Saturday, May 10, 2008

Lawrence (and Fisk) in Arabia

Robert Fisk, sometimes accused of having a Lawrence of Arabia complex himself, discusses lessons that could be learned from TE Lawrence regarding western policy in the Middle East.

If insurgents represent a "vapour" more powerful than that which comes from the mouths of politicians (I suppose the "fortified posts" would represent Donald Rumsfeld's useless military "lily pads" in the Iraqi desert), then the Anglo-American invasion force should have known in 2003 that Lawrence's prophecy doomed them the moment a serious military resistance movement opposed Iraq's occupation.
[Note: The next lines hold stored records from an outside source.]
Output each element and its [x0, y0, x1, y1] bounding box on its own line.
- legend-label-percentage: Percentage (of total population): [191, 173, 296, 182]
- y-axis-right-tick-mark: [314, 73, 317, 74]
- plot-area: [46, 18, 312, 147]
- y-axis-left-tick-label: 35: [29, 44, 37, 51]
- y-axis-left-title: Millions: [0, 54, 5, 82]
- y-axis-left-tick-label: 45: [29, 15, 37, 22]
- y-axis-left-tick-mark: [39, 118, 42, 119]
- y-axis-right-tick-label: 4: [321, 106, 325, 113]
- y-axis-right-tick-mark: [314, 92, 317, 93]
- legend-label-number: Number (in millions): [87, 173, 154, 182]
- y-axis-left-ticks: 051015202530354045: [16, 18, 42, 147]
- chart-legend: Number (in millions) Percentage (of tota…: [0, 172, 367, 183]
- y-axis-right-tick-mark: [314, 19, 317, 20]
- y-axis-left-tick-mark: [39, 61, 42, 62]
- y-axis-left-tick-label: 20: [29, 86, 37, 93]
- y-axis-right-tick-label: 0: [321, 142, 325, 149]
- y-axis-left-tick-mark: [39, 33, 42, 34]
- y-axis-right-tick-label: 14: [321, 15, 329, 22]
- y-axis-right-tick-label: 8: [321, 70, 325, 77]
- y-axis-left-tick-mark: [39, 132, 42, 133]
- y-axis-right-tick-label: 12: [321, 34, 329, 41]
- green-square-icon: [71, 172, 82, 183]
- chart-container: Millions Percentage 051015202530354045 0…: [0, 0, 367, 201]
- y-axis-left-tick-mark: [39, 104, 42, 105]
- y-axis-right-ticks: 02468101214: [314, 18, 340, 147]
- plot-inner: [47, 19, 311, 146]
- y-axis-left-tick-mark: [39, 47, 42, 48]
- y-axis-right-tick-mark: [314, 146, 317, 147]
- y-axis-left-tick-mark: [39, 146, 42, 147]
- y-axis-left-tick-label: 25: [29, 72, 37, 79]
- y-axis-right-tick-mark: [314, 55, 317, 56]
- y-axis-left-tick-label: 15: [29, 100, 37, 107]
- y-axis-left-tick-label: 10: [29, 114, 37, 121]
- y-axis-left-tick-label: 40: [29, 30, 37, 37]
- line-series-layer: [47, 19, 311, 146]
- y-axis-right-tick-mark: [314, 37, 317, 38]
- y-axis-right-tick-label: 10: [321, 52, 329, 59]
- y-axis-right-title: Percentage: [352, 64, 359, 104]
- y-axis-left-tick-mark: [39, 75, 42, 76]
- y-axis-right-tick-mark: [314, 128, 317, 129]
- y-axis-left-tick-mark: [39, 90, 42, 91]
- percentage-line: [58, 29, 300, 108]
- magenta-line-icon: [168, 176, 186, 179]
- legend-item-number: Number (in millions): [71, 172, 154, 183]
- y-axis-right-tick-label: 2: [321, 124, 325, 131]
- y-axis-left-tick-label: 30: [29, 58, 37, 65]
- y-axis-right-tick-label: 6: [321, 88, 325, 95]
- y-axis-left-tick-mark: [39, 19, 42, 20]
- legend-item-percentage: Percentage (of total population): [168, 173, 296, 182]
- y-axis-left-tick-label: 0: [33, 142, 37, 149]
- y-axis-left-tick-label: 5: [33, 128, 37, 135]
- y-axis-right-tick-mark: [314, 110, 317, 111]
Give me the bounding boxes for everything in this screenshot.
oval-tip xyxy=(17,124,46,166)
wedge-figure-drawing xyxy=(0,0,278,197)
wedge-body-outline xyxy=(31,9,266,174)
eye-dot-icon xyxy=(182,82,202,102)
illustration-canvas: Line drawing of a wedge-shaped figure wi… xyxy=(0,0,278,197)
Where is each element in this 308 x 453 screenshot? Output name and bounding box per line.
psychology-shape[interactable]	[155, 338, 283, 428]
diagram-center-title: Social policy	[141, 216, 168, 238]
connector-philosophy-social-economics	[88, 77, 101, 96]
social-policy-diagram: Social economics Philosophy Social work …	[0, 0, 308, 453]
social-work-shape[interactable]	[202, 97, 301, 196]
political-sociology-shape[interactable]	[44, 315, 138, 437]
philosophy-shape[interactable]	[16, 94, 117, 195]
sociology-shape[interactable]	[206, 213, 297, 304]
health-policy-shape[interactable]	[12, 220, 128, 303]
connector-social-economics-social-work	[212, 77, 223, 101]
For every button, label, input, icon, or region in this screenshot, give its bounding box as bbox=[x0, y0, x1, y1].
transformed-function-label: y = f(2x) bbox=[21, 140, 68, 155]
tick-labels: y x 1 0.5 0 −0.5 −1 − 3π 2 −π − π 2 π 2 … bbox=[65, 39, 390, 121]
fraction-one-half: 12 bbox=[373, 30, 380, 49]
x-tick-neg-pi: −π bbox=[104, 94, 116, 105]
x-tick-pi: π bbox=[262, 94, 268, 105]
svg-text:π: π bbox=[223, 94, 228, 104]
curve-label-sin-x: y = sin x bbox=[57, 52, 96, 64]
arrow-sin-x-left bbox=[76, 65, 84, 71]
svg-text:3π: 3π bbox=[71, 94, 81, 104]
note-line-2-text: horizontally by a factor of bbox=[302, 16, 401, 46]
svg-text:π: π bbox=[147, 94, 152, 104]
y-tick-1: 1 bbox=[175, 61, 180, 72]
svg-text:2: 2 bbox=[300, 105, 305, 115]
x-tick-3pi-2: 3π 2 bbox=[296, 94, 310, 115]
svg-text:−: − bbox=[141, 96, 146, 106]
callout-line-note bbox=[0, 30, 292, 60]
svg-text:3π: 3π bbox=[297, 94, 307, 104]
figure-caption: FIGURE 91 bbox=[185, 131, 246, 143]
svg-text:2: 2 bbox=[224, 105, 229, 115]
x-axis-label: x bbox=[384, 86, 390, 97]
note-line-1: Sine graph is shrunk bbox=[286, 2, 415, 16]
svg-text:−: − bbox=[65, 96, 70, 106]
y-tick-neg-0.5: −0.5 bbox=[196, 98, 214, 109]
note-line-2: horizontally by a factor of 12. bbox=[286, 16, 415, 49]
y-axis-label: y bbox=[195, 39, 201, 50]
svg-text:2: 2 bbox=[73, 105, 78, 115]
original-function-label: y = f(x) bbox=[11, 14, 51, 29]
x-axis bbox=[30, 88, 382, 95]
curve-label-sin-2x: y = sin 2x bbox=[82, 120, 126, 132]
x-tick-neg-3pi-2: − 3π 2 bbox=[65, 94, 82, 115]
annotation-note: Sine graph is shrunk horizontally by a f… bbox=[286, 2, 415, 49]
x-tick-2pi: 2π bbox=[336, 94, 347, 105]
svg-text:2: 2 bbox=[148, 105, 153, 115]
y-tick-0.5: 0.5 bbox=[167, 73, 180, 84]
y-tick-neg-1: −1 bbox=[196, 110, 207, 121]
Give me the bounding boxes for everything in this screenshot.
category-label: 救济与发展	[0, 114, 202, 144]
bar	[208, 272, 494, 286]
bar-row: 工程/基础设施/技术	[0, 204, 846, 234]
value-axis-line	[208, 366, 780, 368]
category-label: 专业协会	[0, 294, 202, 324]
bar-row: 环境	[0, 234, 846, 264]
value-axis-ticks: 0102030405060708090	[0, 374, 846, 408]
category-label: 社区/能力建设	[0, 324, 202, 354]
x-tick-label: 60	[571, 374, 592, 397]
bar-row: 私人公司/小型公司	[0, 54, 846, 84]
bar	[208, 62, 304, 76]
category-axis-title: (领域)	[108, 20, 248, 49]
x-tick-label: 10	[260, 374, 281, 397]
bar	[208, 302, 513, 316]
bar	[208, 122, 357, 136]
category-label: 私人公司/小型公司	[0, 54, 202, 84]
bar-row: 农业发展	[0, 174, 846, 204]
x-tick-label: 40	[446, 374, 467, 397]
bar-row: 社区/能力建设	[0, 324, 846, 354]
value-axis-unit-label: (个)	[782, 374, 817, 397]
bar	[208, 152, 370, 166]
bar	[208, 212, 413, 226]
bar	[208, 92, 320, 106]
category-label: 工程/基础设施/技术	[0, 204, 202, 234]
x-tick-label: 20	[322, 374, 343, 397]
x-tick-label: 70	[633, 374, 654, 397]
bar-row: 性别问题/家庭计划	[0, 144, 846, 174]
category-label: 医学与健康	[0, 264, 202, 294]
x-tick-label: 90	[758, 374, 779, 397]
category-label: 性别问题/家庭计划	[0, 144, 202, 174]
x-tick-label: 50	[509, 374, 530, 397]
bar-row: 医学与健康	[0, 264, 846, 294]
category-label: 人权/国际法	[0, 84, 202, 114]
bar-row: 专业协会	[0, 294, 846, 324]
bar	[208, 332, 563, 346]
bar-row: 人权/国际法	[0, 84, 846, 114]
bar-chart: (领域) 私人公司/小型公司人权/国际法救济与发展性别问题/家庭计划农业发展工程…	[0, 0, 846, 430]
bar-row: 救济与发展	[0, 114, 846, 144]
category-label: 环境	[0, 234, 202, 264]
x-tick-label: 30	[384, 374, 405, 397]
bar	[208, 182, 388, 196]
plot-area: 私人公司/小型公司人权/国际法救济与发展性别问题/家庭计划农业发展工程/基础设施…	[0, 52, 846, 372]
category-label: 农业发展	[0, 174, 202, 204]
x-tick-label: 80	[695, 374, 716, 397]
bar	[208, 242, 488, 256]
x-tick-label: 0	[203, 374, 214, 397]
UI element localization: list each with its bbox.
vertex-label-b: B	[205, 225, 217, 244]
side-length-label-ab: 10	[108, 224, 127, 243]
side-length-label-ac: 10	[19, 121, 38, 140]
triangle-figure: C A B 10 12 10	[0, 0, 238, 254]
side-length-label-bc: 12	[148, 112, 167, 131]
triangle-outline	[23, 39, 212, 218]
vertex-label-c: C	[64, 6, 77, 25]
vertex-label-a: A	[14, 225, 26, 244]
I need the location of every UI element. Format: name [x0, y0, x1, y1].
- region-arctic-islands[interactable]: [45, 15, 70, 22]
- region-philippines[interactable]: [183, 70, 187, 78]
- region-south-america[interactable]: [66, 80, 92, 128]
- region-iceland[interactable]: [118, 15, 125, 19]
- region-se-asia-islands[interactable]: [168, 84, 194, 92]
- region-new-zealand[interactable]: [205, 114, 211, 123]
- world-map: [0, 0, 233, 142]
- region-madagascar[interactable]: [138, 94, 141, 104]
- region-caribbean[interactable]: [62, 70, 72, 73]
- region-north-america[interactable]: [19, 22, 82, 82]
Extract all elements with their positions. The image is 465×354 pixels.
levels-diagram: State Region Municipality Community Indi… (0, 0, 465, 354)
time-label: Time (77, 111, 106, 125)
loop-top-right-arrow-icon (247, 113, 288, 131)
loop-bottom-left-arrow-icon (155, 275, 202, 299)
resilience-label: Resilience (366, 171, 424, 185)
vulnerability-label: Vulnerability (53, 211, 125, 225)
In the Sunday Times in 1920, Lawrence might have been addressing his words to George W Bush or Tony Blair. "The people of England have been led in Mesopotamia into a trap from which it will be hard to escape with dignity and honour," he wrote. "They have been tricked into it by a steady withholding of information. The Baghdad communiqués are belated, insincere, incomplete. Things have been far worse than we have been told, our administration more bloody and inefficient than the public knows . . . We are today not far from a disaster."

One is left gasping at the prescience of such words. For is this not exactly what has happened to us in Iraq since 2003: the lies, the insincerity, the false claims of "mission accomplished" and success when we are trapped in the sands of Iraq, our "statesmen" all the while withholding in formation while they pretend we can retreat with honour? "The Arabs," Lawrence wrote in another letter in 1920 - this one to the Times - "rebelled against the Turks during the war not because the Turk government was notably bad, but because they wanted independence. They did not risk their lives in battle to change masters, to become British subjects . . . but to win a show of their own. Whether they are fit for in dependence or not remains to be tried. Merit is no qualification for freedom."

2 comments:

MT said...

I suppose you Lawrence's point is borne out by the Arabs having since then borne with the governments of Saudi Arabia, Iraq under Saddam and others so widely reviled that first-worlders might have expected them to be overthrown. As in "They're tyrants, but they're our tyrants." I think the press has reported nostalgia for Saddam in former Iraq as well.

troutsky said...

Guy Debord warned that the Spectacle contained within it the seeds of "spectacular" defeat. When you erase memory you open Pandoras Box.